Visual Music Systems

The Ephermeal Nature of Color in VR

Virtual reality artists have the freedom to manipulate viewers’ perceptions of colors by controlling how many colors and what colors are shown at once (check out our earlier blog for more). They also face a limitation that other artists don’t, which is that color perception is ephemeral. Our eye’s retinal chemicals are constantly adjusting to visual input. This means that even if the physical colors on the screen stay the same they will appear to the viewer to be shifting. Everyone has noticed this phenomena – if you leave a brightly lit room to walk into a dark one, at first you perceive blackness, but after a while your retinal chemicals rebalance and you will be able to see things that were invisible before. Once your eyes have adjusted to the dark room, having someone turn on a light can temporarily cause a blinding sensation of brightness because the retinal chemicals are now adjusted for darkness. In the absolute blackness of an HMD our eyes will adapt and view static colors as changing.

This can make it harder for an artist working in VR. There are no fixed formulas to use and a color or color combination that the viewer perceives one way now will look different to them later and change based on what else they have seen. The good news is that the artist’s eyes are adjusting at the same rate as the viewer, which means that they share the same color experience. The bad news is that if the artist doesn’t have immediate control over their visual environment, seeing the same thing as the viewer won’t help the artist. The goal is for the artist to work in real time with immediate control over colors so that they can create the most powerful experience for the viewer.

Our visual music system gives us immediate control over the colors and the ephemerality of colors has stopped being a problem and started to become a new way to express our art. Working with the ephemerality of colors lets us create color experiences for the viewer that are far more interesting and stimulating than can be found in static art.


The entries are to be reproduced verbatim, with all pictures omitted.

- DATA FOR THIS EXERCISE -
------------------------------
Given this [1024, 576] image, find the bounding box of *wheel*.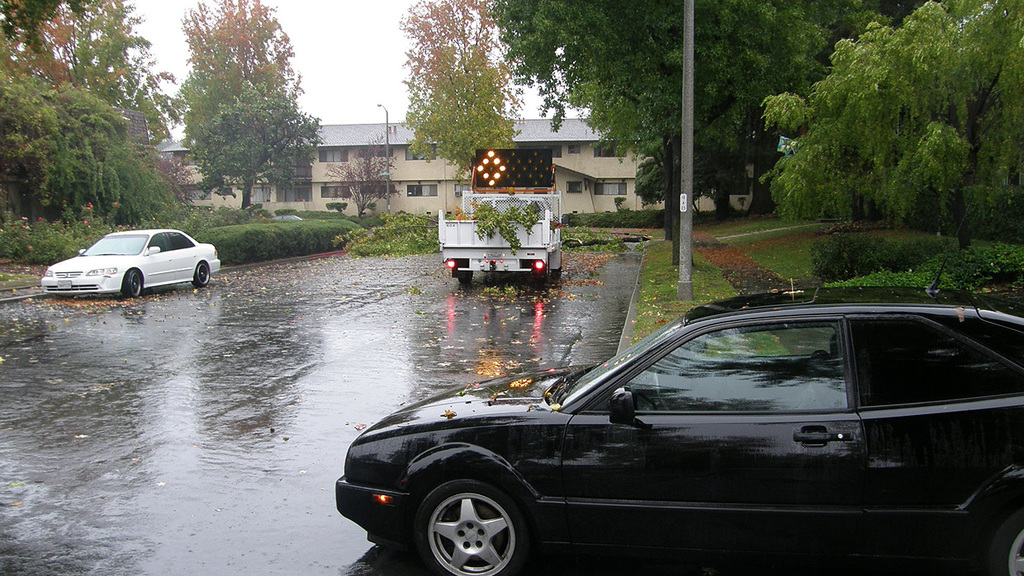
locate(415, 478, 529, 575).
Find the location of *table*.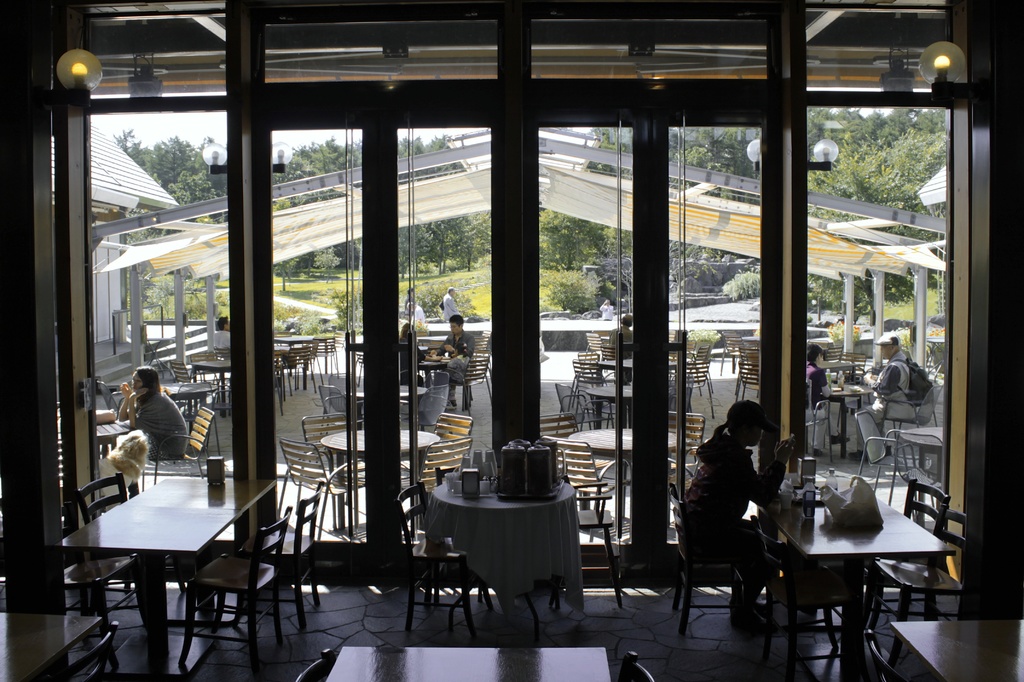
Location: (x1=261, y1=335, x2=305, y2=392).
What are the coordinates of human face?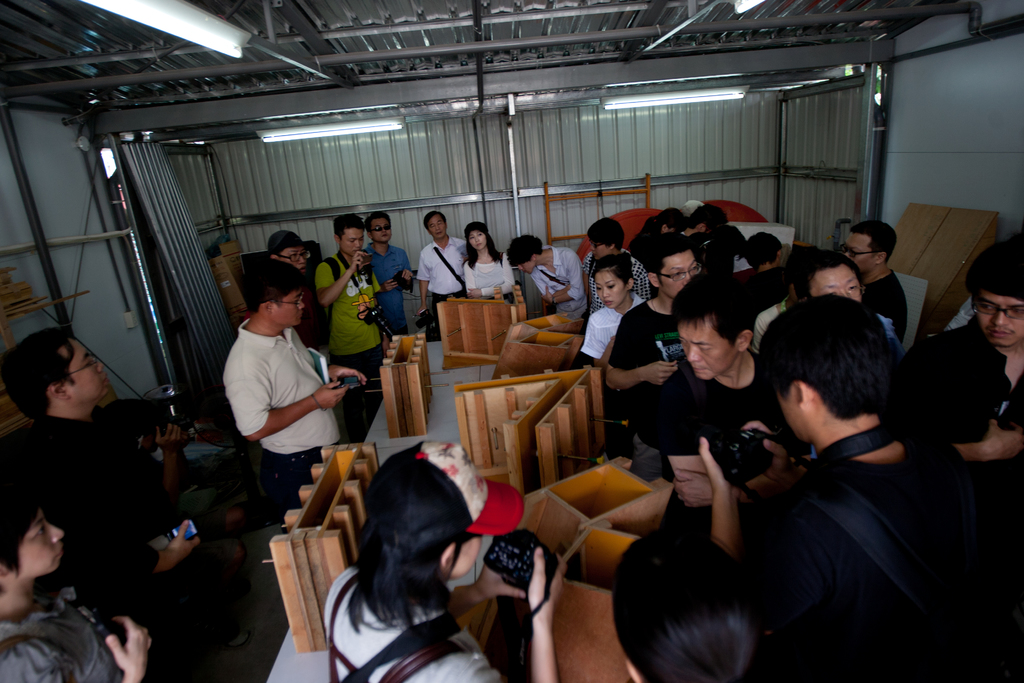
------------------------------
- RESPONSE BOX -
Given this [1024, 576] image, find the bounding box of *wheel*.
locate(415, 478, 529, 575).
Find the location of *table*.
Location: (x1=261, y1=335, x2=305, y2=392).
What are the coordinates of human face?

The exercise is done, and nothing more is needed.